32 SWAN Overview Switch hardware supports limited number of rules. SWAN dynamically identifies and installs tunnels using LP. What about network re-configuration? Will it disrupt traffic? SWAN sets aside scratch space (eg. 10%) on the switch to accommodate new set of rules.
33 SWAN Design Figure: Architecture of SWAN Service brokers & hosts - host estimate service s demand (every T h time); broker apportions the demand based on current limits; broker also aggregates demand and updates controller every T s time. Network agent - report topology changes to controller, get traffic info. from controller (every T a time); reliably update switches. Controller - uses info. on service demands and network topology (every T c time), computes service allocations, decide forwarding plane config. updates, and instructs service brokers and network agents accordingly.

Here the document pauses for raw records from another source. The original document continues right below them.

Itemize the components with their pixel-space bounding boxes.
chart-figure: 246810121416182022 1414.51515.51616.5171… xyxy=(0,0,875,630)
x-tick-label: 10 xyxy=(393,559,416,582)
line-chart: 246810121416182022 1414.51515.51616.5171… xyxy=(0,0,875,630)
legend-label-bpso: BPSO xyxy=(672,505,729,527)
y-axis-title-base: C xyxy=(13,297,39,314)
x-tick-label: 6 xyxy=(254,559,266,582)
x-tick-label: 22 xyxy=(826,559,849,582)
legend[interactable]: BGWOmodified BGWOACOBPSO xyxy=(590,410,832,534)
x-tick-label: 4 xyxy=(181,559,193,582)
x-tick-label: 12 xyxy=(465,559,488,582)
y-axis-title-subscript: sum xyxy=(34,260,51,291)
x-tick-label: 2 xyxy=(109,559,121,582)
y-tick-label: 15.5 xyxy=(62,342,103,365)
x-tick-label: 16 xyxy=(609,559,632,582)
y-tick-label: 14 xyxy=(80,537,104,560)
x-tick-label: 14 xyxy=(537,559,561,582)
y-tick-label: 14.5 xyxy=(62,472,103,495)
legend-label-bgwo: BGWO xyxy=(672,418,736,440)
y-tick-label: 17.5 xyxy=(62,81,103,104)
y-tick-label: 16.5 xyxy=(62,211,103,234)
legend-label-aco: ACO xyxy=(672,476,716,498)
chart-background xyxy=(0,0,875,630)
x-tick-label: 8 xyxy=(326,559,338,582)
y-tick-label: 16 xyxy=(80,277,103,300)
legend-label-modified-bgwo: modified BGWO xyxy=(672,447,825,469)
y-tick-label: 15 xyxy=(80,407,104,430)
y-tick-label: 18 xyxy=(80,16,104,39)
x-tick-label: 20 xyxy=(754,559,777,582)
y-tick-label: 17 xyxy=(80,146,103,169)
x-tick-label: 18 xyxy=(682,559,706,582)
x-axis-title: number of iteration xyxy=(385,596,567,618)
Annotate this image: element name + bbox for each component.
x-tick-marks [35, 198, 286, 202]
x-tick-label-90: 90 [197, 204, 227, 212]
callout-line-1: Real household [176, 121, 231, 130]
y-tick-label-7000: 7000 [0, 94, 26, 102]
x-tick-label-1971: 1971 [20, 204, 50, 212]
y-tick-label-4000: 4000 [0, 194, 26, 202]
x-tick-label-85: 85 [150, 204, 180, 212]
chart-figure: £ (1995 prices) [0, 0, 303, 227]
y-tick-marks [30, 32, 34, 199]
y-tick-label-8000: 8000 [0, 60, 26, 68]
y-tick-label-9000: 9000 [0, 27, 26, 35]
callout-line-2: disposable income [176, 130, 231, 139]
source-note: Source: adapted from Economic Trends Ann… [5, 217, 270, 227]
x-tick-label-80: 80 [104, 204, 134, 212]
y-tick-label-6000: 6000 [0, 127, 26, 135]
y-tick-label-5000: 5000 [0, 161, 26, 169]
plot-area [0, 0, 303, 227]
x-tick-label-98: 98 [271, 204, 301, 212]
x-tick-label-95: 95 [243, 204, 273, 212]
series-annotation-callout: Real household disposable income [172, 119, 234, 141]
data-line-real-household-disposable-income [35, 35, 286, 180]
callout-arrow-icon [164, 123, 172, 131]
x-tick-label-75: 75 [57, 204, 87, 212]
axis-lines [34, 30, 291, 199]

34 SWAN Design Forwarding plane configuration uses label-based forwarding (similar to VLAN tagging) label assigned by source; transit switches use label and table to route Computing service allocations approximate max-min fairness among same priority classes Updating forwarding state update traffic distribution across tunnels uses scratch capacity and LP-based algorithm updating tunnels
35 SWAN Design - Handling Failures Network agents report link/switch failures to the controller. Controller re-computes the allocation and updates network agents and service brokers, etc. Network agents, service brokers, and the controller have backup instances.
36 Conclusion SWAN enables highly efficient and flexible inter-dc WAN Scratch capacity on the links and scratch space on the switch enable updates without congestion. Test-bed and data-driven simulations show SWAN can carry 60 % more traffic.